Lawmakers working to finalize a new $52 billion budget are poised to blow past a second deadline without much public evidence of progress.
Friday was the self-imposed deadline for so-called working groups who are debating how to cut taxes and spend billions of taxpayer dollars on schools, public safety, health programs and other areas of government.
Last month, DFL Gov. Tim Walz, House Speaker Melissa Hortman, DFL-Brooklyn Park, and Senate Majority Leader Paul Gazelka, R-East Gull Lake, said lawmakers would return on June 14 in a special legislative session to finish a new two-year budget.
The Legislature has until midnight June 30 to approve a new budget or the state will begin shutting down wide swaths of government. Layoff notices to more than 38,000 state employees have already been sent, despite public assurances from Walz, Gazelka and Hortman that the state is not in danger of shutting down.
A House DFL spokesman on Friday said he did not have an update on the status of negotiations, saying that budget spreadsheets would be posted online once they are complete.
A Senate GOP spokeswoman said she did not expect any other budget bills beyond those already posted to be ready ahead of the Friday deadline.
A few budget bills have been completed: higher education, commerce and energy, and the Outdoor Heritage Fund, which pays for outdoors restoration projects.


_Aim of the exercise_
The result should be a faithful copy of every entry below, with the pictures left out.

===== Data excerpts

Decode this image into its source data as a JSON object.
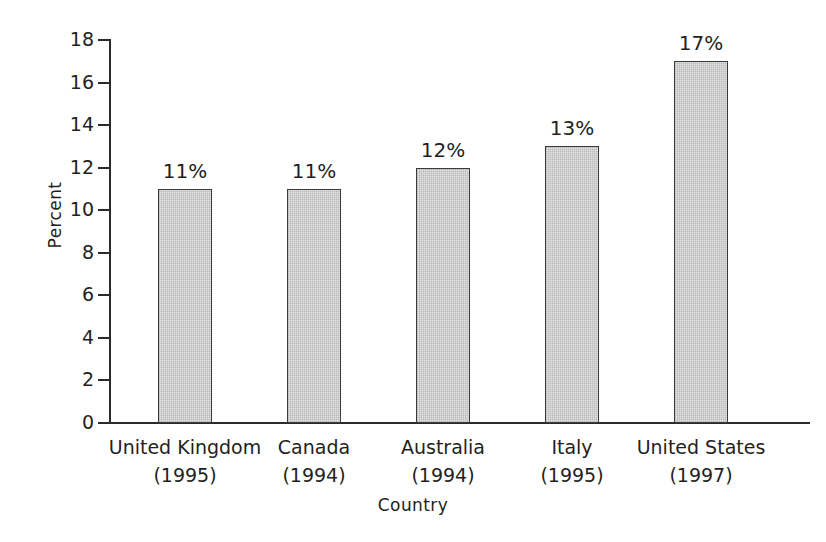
{
  "chart_data": {
    "type": "bar",
    "title": "",
    "xlabel": "Country",
    "ylabel": "Percent",
    "categories": [
      "United Kingdom",
      "Canada",
      "Australia",
      "Italy",
      "United States"
    ],
    "category_years": [
      "(1995)",
      "(1994)",
      "(1994)",
      "(1995)",
      "(1997)"
    ],
    "category_labels": [
      "United Kingdom (1995)",
      "Canada (1994)",
      "Australia (1994)",
      "Italy (1995)",
      "United States (1997)"
    ],
    "values": [
      11,
      11,
      12,
      13,
      17
    ],
    "value_labels": [
      "11%",
      "11%",
      "12%",
      "13%",
      "17%"
    ],
    "ylim": [
      0,
      18
    ],
    "ytick_step": 2,
    "ytick_labels": [
      "0",
      "2",
      "4",
      "6",
      "8",
      "10",
      "12",
      "14",
      "16",
      "18"
    ],
    "ytick_values": [
      0,
      2,
      4,
      6,
      8,
      10,
      12,
      14,
      16,
      18
    ],
    "grid": false,
    "legend": false,
    "legend_position": "none",
    "series": [
      {
        "name": "Percent",
        "values": [
          11,
          11,
          12,
          13,
          17
        ]
      }
    ],
    "colors": {
      "bar_fill": "#e4e4e4",
      "bar_border": "#3a3a3a",
      "axis": "#2b2b2b",
      "text": "#231f20",
      "background": "#ffffff"
    }
  }
}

==========

_Response area_
Decode this image into its source data as a JSON object.
{
  "chart_data": {
    "type": "bar",
    "title": "",
    "xlabel": "Country",
    "ylabel": "Percent",
    "categories": [
      "United Kingdom",
      "Canada",
      "Australia",
      "Italy",
      "United States"
    ],
    "category_years": [
      "(1995)",
      "(1994)",
      "(1994)",
      "(1995)",
      "(1997)"
    ],
    "category_labels": [
      "United Kingdom (1995)",
      "Canada (1994)",
      "Australia (1994)",
      "Italy (1995)",
      "United States (1997)"
    ],
    "values": [
      11,
      11,
      12,
      13,
      17
    ],
    "value_labels": [
      "11%",
      "11%",
      "12%",
      "13%",
      "17%"
    ],
    "ylim": [
      0,
      18
    ],
    "ytick_step": 2,
    "ytick_labels": [
      "0",
      "2",
      "4",
      "6",
      "8",
      "10",
      "12",
      "14",
      "16",
      "18"
    ],
    "ytick_values": [
      0,
      2,
      4,
      6,
      8,
      10,
      12,
      14,
      16,
      18
    ],
    "grid": false,
    "legend": false,
    "legend_position": "none",
    "series": [
      {
        "name": "Percent",
        "values": [
          11,
          11,
          12,
          13,
          17
        ]
      }
    ],
    "colors": {
      "bar_fill": "#e4e4e4",
      "bar_border": "#3a3a3a",
      "axis": "#2b2b2b",
      "text": "#231f20",
      "background": "#ffffff"
    }
  }
}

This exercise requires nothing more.